Friday, June 24, 2011

Processes – ‘Completeness and Alignment’

As previously stated, the IT community invested significantly in the understanding and development of processes required for effective IT operations. Simply put, ITIL V2, has ten processes and one function (Service Desk) which encapsulates IT Operations. (I have specifically not referred to ITIL V3 as there is debate as to how many processes are prescribed!) COBIT V4.1 has 34 processes. We simply do not have an equivalent level of understanding or maturity regarding the management of sourcing relationships. We do not have a universally accepted best practice set of processes for the management of sourcing relationships. In fact, having worked on ITIL V3 during my time with HP, I remained concerned that the collective effort of wisdom produced one simple vague paragraph amongst the five books to cover the governance of service providers!  Moreover, pick up any text on sourcing and you will not find a simple list of the governance processes. Google the term ‘sourcing governance’ and you will see what I mean. You will find a laundry list and maybe even be able to cobble one together from the texts, web-pages, blogs, etc. These laundry lists simply reflect the predilection of the service provider, advisory partner, and author.

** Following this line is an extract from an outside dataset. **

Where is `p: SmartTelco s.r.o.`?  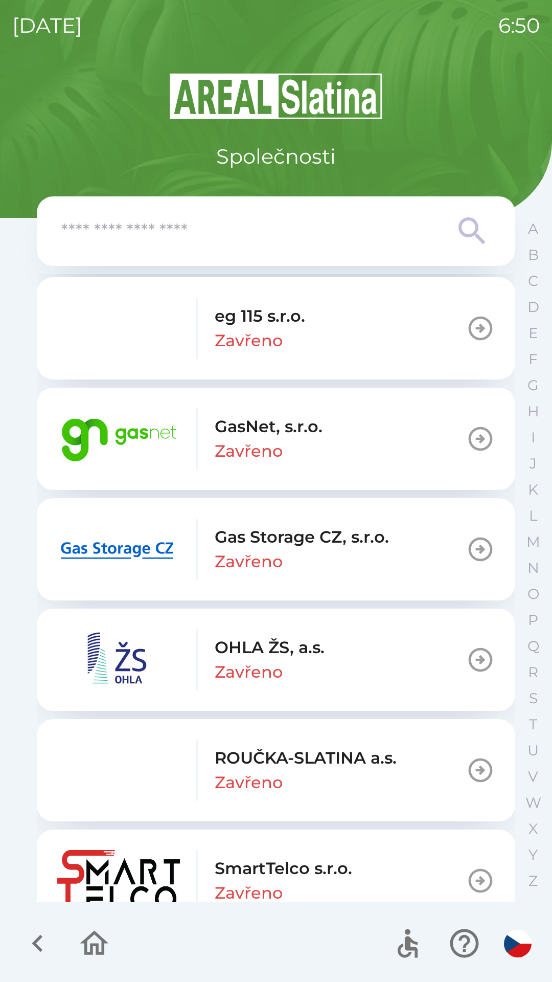
p: SmartTelco s.r.o. is located at coordinates (283, 868).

This lack of maturity and discipline has resulted in high risk, lack of value and high level of dysfunction and reactivity in the management of sourcing relationships. The best advice afforded customers and providers are generalities about making sure the processes and decisions are managed well. But what are the processes? How do we know that the processes are the right ones and the list comprehensive?

The sourcing governance process principle is:

‘Not all governance processes apply to all relationships, but some governance processes apply to all relationships.’

There are twenty-five sourcing governance processes derived from experiential rather than empirical evidence. Furthermore, it is proposed that this set of twenty-five processes is comprehensive. That is, this set is generalisable to all types of sourcing relationships, regardless of scale, scope, or type.
For effective sourcing governance, the minimum best practice in terms of process ownership is;

Minimum Best Practice Customer (MBPc) & Provider (MBPp):

1.       Contract Management
2.       Issues Management
3.       Service Level Management
4.       Invoice Management
5.       Service Request Management
Then;
6.       Project Management (if there is demand)

Please note that the processes listed above do not appear in order of importance. The relative importance of these processes is dependent upon the deal type. The reason I separated Project Management is that is it not a necessary minimum process for an effective sourcing relationship. Depending upon the Services contracted there may not be any concomitant projects.

The best practice above means that someone in the customer’s organisation must be the sole owner of one or more of these processes for the relationship. The corollary is that the provider must also take and assign ownership of this minimum set of processes.

For the remaining governance processes[1], firstly establish ownership within both the customer and service provider. Second, establish the priority, and the relevance to the sourcing relationship of those processes. Finally, establish the requirement for a process document. Depending upon the maturity of the customer and provider, compliance with ISO 9001:2000 is sufficient. (That is, ownership, inputs, outputs, activities and key success factors for each process listed.) Then ensure all decisions are recorded in the relevant governance meeting minutes and the process ownership template (or contract) is updated.

What is needed for effective sourcing governance is the right number of processes identified for the particular sourcing relationship. Once identified as being relevant to the relationship at the particular point in time, these processes then have to have a customer and service provider owner.

More importantly, these processes must be allocated to the right governance forum.

Ratio: 1:1 process ownership to a governance forum.

COBIT V4.2 and ITIL V3 do not contain all the governance processes. Their etiology is from audit and IT operations, respectively, not management and good governance of vendors.

Why these five processes?

Contract Management: First and foremost, the “rules of the game” are defined/prescribed in the contract. Over the years I have heard both customers and providers argue the entire continuum of positions pertaining to contract management, ranging from “once signed put the contract in the drawer for a healthy relationship’ to ‘check every clause and make sure the bastards are delivering what they promised’. The bottom line for me is that the contact is the first rule for the relationship. In the absence of a contract, you simply have a constellation of stories (perceptions, predilections) which inevitably will result in dissatisfaction.  You must ensure two things for effective Contract Management. First, that the contract is readily accessible to those who need it. Second, the contract is up-to-date.

Issues Management: To ensure the health of the relationships all issues must be recorded, owned and resolved appropriately.

Service Level Management: This is the performance heuristic in your sourcing engagement. Someone has to own this process as you a paying for a level of performance.

Invoice Management: Ensuring the financial benefit of the sourcing engagement is the prime success factor. This is consistently borne out by sourcing research.

Service Request Management: Effective management of the on-going requests for Services is paramount to sourcing success. For example, you must be able to efficiently add new users or software, modify or refresh operating environments, and retire software and hardware.

In this section, we have discussed the ‘what’ needed for effective sourcing governance.  In the next blog, ‘Tools’, I cover the tools needed to execute an effective sourcing governance framework.


[1] The complete list of governance processes appears in a blog.

1 comment:

  1. Wonderful, what a website it is! This blog gives useful information to us, keep it up.